U.S.-CHINA

  • 详情 HOW DOES DECLINING WORKER POWER AFFECT INVESTMENT SENSITIVITY TO MINIMUM WAGE?
    Declining worker bargaining power has been advanced as an explanation for dramatic generational changes in the U.S. macroeconomic environment such as the substantial decline in labor’s share of the national income, the loss of consumer purchasing power, and growing income and wealth inequality. In this paper, we investigate microeconomic implications by examining the effect of declining worker power on firm-level investment responses to a labor cost shock (mandated increases in the minimum wage). Over the past four decades, we find that investment-wage sensitivities go from negative to insignificant as management becomes less constrained and can pursue outside options. Consistent with drivers of weakening worker power, investment-wage sensitivity changes are more significant for firms that are more exposed to globalization, technological change, and declining unionization.
  • 详情 From Wall Street to Hong Kong: The Value of Dual Listing for China Concept Stocks
    The U.S. stock market has long been the most popular venue for both foreign companies and global investors. The recent cross-border regulation tensions between the U.S. and China, however, have exposed many U.S.-listed China Concepts Stocks (CCS) to substantial de-listing risks, forcing them to pursue dual listings on the Hong Kong Stock Exchange (HKEX). In this paper, we quantify the economic value of dual-listing, using the SEC’s adoption of the ffnal amendments implementing mandates of the Holding Foreign Companies Accountable Act (HFCAA) on December 2, 2021 as a natural experiment. We estimate that CCS with pre-shock dual-listing status on average have 14.88% higher returns, or USD 8 billion in market capitalization, than their peers listed only on the U.S. exchanges during a three-month period after the shock. Our ffndings survive a set of robustness checks, including parallel trends test, alternative treatment and control groups based on the qualiffed but not yet dual-listed CCS, and various sub-sample and placebo analyses. In addition to stock returns, dual-listed CCS are also less adversely affected in trading volume, volatility, and liquidity. Our ffndings highlight the large economic impact of the escalating political U.S.-China tensions on the global ffnancial markets.
  • 详情 Lessons from U.S.-China Trade Relations
    We review theoretical and empirical work on the economic effects of the United States and China trade relations during the last decades. We first discuss the origins of the China shock, its measurement, and present methods used to study its economic effects on different outcomes. We then focus on the recent U.S.-China trade war. We discuss methods used to evaluate its effects, describe its economic effects, and analyze if this increase in trade protectionism reverted the effects of the China shock. The main lessons learned in this review are: (i) the aggregate gains from U.S.-China trade created winners and losers; (ii) China's trade expansion seems not to be the main cause of the decline in U.S. manufacturing employment during the same period; and (iii) the recent trade war generated welfare losses, had small employment effects, and was ineffective in reversing the distributional effects due to the China shock.
  • 详情 Mapping U.S.-China Technology Decoupling, Innovation, and Firm Performance
    We develop measures for technology decoupling and dependence between the U.S. and China based on combined patent data. The first two decades of the century witnessed a steady increase in technology integration (or less decoupling), but China’s dependence on the U.S. increased (decreased) during the first (second) decade. Decoupling in a technology field predicts China’s growing dependence on U.S. technology, which, in turn, predicts less decoupling further down the road. Decoupling is associated with more patent outputs in China, but lower firm productivity and valuation. China’s innovation-oriented industrial policies trade o↵ the inherent conflict between indigenous innovation and firm competitiveness.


Directions: A faithful copy of the listing below is needed, one that contains no pictures.

##############################

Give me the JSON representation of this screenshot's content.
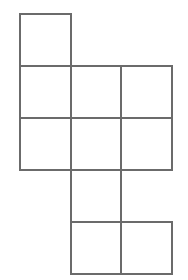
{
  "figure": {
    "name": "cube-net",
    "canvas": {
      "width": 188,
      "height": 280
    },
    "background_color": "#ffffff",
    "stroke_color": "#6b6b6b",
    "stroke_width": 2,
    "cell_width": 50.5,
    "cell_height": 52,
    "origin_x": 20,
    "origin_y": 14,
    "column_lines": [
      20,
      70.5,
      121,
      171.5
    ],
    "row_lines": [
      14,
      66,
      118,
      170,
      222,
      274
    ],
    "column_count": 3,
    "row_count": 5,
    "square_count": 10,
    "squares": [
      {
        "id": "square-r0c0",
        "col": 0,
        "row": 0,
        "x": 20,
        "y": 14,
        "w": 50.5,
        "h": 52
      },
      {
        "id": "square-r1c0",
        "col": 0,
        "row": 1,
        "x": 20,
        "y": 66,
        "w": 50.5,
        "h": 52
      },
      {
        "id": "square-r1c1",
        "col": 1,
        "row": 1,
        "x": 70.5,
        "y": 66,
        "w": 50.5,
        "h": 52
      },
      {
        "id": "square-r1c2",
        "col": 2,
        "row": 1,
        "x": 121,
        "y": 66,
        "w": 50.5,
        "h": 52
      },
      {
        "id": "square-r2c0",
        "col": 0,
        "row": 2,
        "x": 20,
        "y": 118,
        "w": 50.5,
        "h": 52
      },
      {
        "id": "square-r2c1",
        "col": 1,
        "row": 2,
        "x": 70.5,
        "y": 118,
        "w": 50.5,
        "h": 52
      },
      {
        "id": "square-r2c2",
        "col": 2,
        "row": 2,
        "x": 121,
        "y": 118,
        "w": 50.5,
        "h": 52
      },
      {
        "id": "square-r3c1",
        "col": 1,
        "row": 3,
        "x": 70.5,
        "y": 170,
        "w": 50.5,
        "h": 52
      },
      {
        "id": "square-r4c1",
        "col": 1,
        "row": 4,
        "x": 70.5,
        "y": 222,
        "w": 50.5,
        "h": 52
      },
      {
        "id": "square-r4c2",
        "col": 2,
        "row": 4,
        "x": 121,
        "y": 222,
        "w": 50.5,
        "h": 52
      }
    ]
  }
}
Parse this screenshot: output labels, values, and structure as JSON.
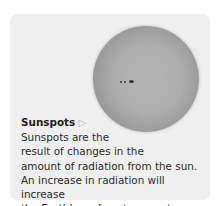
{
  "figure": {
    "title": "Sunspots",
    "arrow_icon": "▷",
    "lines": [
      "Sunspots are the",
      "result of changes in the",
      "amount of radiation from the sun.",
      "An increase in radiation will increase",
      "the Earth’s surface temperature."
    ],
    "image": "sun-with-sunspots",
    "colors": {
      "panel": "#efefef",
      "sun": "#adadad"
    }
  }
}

##############################

Written response:
Give me the JSON representation of this screenshot's content.
{
  "figure": {
    "name": "cube-net",
    "canvas": {
      "width": 188,
      "height": 280
    },
    "background_color": "#ffffff",
    "stroke_color": "#6b6b6b",
    "stroke_width": 2,
    "cell_width": 50.5,
    "cell_height": 52,
    "origin_x": 20,
    "origin_y": 14,
    "column_lines": [
      20,
      70.5,
      121,
      171.5
    ],
    "row_lines": [
      14,
      66,
      118,
      170,
      222,
      274
    ],
    "column_count": 3,
    "row_count": 5,
    "square_count": 10,
    "squares": [
      {
        "id": "square-r0c0",
        "col": 0,
        "row": 0,
        "x": 20,
        "y": 14,
        "w": 50.5,
        "h": 52
      },
      {
        "id": "square-r1c0",
        "col": 0,
        "row": 1,
        "x": 20,
        "y": 66,
        "w": 50.5,
        "h": 52
      },
      {
        "id": "square-r1c1",
        "col": 1,
        "row": 1,
        "x": 70.5,
        "y": 66,
        "w": 50.5,
        "h": 52
      },
      {
        "id": "square-r1c2",
        "col": 2,
        "row": 1,
        "x": 121,
        "y": 66,
        "w": 50.5,
        "h": 52
      },
      {
        "id": "square-r2c0",
        "col": 0,
        "row": 2,
        "x": 20,
        "y": 118,
        "w": 50.5,
        "h": 52
      },
      {
        "id": "square-r2c1",
        "col": 1,
        "row": 2,
        "x": 70.5,
        "y": 118,
        "w": 50.5,
        "h": 52
      },
      {
        "id": "square-r2c2",
        "col": 2,
        "row": 2,
        "x": 121,
        "y": 118,
        "w": 50.5,
        "h": 52
      },
      {
        "id": "square-r3c1",
        "col": 1,
        "row": 3,
        "x": 70.5,
        "y": 170,
        "w": 50.5,
        "h": 52
      },
      {
        "id": "square-r4c1",
        "col": 1,
        "row": 4,
        "x": 70.5,
        "y": 222,
        "w": 50.5,
        "h": 52
      },
      {
        "id": "square-r4c2",
        "col": 2,
        "row": 4,
        "x": 121,
        "y": 222,
        "w": 50.5,
        "h": 52
      }
    ]
  }
}
Parse this screenshot: output labels, values, and structure as JSON.
{
  "figure": {
    "title": "Sunspots",
    "arrow_icon": "▷",
    "lines": [
      "Sunspots are the",
      "result of changes in the",
      "amount of radiation from the sun.",
      "An increase in radiation will increase",
      "the Earth’s surface temperature."
    ],
    "image": "sun-with-sunspots",
    "colors": {
      "panel": "#efefef",
      "sun": "#adadad"
    }
  }
}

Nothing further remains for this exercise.